Based on our record, Hugo seems to be a lot more popular than Amazon Elastic Transcoder. While we know about 388 links to Hugo, we've tracked only 7 mentions of Amazon Elastic Transcoder. We are tracking product recommendations and mentions on various public social media platforms and blogs. They can help you identify which product is more popular and what people think of it.
A few days back, I wrote a blog post about static site generators, in particular how I decided to migrate my blog from Zola to Hugo. One of my points was to be able to hack my own content before generating the final HTML. - Source: dev.to / 3 days ago
This post is a summary of my recent decision to go back to Hugo after using Zola. I also report on how LLM assistants with Web access can aid in such decisions, not as an authority but as a research assistant. - Source: dev.to / 10 days ago
Hugo is a fast and flexible static site generator built in Go, known for its speed and large theme ecosystem. It supports markdown, taxonomies, multilingual content, and powerful templating with minimal dependencies. Hugo is highly performant and well-suited for building large-scale documentation sites. It’s ideal for teams seeking speed and customization with minimal runtime requirements. - Source: dev.to / 11 days ago
Try Hugo[1]. In depends on a template you choose alone whether Hugo will generate a landing page, a website, a blog, etc. [1] https://gohugo.io. - Source: Hacker News / 18 days ago
The content of the guide lives in a single Markdown file, content/_index.md. The website is built using Hugo. - Source: dev.to / about 2 months ago
Alternatively, if your Internet connection can handle it, you could upload your videos to a cloud service that processes them for you. For example, Amazon's AWS has a transcoding service called Elastic, which charges 3 cents per minute of video (half of that if it's lower than 720p). Might be worth the reduced time and effort for business use. Source: almost 2 years ago
If you're looking for an AWS specific solution, check out Amazon Elastic Transcoder. I think it'll do what you want with a pipeline and you can do it serverless. Source: over 2 years ago
If you use https://aws.amazon.com/elastictranscoder/ then you don’t need a computer, it’s a managed service, get your files to s3 somehow and thats it. There are some other services from other providers that can do the same too, I strongly encourage to look into that, unless you have specific encoding specs that you can’t do somewhere. Source: about 3 years ago
However compressing on the server is the better option in case you want to generate gifs, thumbnails, and different sizes and formats of the video. A lot of big video streaming companies will use something like Amazons media convert. Source: over 3 years ago
This is how I'd do it, but instead of using EC2 for step 5 I'd look into Elastic Transcoder. Source: over 3 years ago
Jekyll - Jekyll is a simple, blog aware, static site generator.
Rendi - Rendi is a simple REST API for FFmpeg. We take care the cloud infrastructure and costs, so you don't have to.
Ghost - Ghost is a fully open source, adaptable platform for building and running a modern online publication. We power blogs, magazines and journalists from Zappos to Sky News.
AWS Elemental MediaConvert - AWS Elemental MediaConvert is a file-based video processing service that allows video providers to transcode content for broadcast and multiscreen delivery at scale.
WordPress - WordPress is web software you can use to create a beautiful website or blog. We like to say that WordPress is both free and priceless at the same time.
Cloudinary - Cloudinary is a cloud-based service for hosting videos and images designed specifically with the needs of web and mobile developers in mind.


**Exercise goal**
Counting only lines that contain "Sales", how many are there in the records below? Give the figure alone.

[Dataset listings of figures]
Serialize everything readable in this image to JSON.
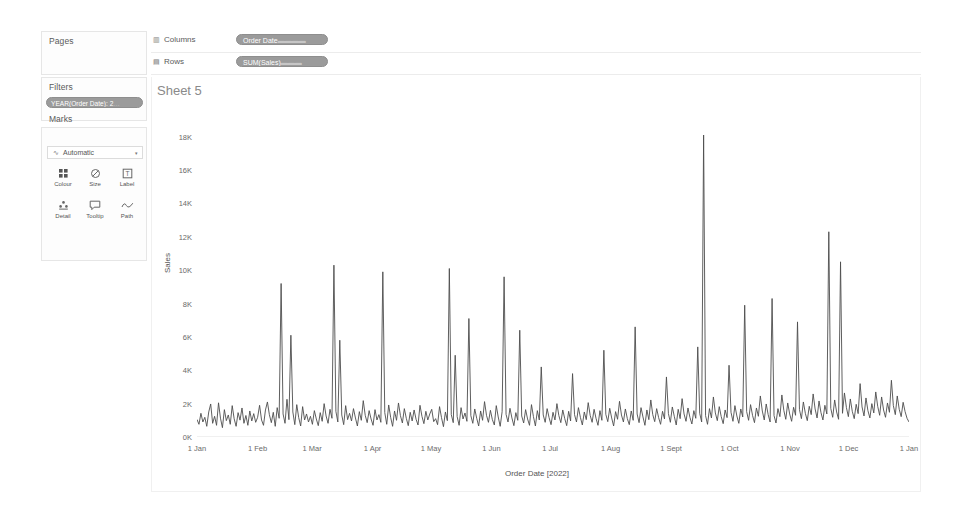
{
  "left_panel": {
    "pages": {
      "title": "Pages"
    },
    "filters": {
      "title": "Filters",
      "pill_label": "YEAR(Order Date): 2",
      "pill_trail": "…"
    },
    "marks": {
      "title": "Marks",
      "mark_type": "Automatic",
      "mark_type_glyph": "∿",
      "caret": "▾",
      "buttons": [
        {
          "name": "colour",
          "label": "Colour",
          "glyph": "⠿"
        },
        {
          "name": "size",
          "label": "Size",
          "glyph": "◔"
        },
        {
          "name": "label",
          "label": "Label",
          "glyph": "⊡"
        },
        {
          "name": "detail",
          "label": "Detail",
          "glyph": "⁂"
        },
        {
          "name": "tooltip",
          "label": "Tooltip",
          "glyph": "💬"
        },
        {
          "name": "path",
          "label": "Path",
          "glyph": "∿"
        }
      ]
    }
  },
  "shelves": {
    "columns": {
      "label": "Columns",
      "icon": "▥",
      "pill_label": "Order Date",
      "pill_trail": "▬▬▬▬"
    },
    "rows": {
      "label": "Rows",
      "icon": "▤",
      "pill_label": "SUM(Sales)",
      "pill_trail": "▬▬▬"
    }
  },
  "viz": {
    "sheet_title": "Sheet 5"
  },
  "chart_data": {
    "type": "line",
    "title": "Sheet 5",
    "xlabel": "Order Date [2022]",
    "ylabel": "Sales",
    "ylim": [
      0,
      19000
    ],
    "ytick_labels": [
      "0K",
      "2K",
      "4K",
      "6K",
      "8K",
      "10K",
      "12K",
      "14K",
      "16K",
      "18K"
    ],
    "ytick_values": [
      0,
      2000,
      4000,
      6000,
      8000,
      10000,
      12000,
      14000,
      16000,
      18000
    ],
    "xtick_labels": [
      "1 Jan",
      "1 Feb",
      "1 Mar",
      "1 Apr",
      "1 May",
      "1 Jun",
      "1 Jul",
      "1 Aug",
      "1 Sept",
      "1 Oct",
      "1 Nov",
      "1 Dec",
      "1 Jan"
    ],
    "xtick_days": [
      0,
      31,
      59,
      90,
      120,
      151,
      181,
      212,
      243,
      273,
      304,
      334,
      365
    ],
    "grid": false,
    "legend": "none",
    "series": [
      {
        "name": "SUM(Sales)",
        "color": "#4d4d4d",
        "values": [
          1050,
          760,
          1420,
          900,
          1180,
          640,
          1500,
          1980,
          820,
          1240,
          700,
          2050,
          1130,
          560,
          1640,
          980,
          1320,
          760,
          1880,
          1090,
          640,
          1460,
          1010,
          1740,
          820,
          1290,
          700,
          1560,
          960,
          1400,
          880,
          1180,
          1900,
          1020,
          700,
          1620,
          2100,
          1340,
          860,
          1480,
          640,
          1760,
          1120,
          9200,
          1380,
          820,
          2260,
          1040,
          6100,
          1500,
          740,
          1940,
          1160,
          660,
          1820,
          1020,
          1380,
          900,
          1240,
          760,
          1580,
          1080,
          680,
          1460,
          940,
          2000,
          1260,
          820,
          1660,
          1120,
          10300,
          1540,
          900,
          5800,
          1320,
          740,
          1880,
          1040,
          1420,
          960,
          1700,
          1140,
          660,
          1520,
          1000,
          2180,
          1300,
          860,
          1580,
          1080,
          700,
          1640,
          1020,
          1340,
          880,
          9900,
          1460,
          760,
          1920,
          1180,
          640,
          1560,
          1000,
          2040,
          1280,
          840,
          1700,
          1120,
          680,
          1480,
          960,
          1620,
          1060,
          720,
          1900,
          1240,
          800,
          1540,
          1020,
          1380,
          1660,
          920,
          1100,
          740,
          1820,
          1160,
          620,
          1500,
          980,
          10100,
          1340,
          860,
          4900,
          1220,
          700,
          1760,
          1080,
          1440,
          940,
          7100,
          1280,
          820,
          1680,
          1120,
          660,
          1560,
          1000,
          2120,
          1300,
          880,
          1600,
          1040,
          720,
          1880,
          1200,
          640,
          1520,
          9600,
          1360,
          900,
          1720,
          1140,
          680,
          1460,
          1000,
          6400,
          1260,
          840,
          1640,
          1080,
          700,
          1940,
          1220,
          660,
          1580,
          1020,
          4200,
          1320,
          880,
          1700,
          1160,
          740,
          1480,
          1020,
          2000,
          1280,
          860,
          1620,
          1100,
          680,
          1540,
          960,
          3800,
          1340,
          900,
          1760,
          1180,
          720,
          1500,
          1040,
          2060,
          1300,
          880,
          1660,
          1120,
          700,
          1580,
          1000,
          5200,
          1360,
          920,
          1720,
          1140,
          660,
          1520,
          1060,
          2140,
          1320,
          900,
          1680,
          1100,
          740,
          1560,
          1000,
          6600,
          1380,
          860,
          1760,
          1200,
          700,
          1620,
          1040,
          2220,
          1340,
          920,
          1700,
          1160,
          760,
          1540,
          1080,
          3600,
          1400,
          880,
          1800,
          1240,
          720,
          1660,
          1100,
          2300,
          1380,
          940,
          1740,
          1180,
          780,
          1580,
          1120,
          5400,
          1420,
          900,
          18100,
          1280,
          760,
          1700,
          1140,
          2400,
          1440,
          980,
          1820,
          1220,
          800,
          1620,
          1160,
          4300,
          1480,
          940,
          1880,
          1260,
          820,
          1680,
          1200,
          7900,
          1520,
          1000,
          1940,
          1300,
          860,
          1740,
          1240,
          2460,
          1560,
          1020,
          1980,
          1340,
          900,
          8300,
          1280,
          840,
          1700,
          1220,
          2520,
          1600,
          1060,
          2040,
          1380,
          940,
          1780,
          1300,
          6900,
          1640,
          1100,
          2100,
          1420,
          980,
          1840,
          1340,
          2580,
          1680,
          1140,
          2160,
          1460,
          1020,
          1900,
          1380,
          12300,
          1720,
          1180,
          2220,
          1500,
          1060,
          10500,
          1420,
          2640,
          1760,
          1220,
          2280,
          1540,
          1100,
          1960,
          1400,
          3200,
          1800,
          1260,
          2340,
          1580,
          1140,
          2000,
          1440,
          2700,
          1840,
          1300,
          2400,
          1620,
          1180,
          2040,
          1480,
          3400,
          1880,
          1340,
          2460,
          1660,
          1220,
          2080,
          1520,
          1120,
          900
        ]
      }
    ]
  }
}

---

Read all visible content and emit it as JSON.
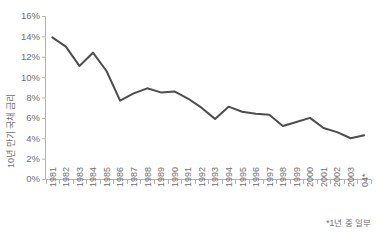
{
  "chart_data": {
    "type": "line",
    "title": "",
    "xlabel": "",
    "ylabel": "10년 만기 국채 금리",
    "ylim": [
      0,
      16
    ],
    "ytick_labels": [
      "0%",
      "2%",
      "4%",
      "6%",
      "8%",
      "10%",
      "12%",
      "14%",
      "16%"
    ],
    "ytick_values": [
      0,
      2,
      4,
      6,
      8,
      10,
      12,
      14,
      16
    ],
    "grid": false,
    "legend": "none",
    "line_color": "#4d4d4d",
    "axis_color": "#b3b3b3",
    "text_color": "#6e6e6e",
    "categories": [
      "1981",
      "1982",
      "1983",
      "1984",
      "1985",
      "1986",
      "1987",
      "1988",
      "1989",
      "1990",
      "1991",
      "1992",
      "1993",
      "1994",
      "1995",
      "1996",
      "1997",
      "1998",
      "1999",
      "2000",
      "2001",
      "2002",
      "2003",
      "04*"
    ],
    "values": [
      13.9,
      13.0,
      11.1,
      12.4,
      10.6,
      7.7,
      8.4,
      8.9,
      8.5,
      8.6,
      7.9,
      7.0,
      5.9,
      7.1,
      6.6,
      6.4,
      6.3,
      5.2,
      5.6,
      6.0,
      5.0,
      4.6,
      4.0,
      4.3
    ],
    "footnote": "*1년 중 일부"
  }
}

**Task answer**
3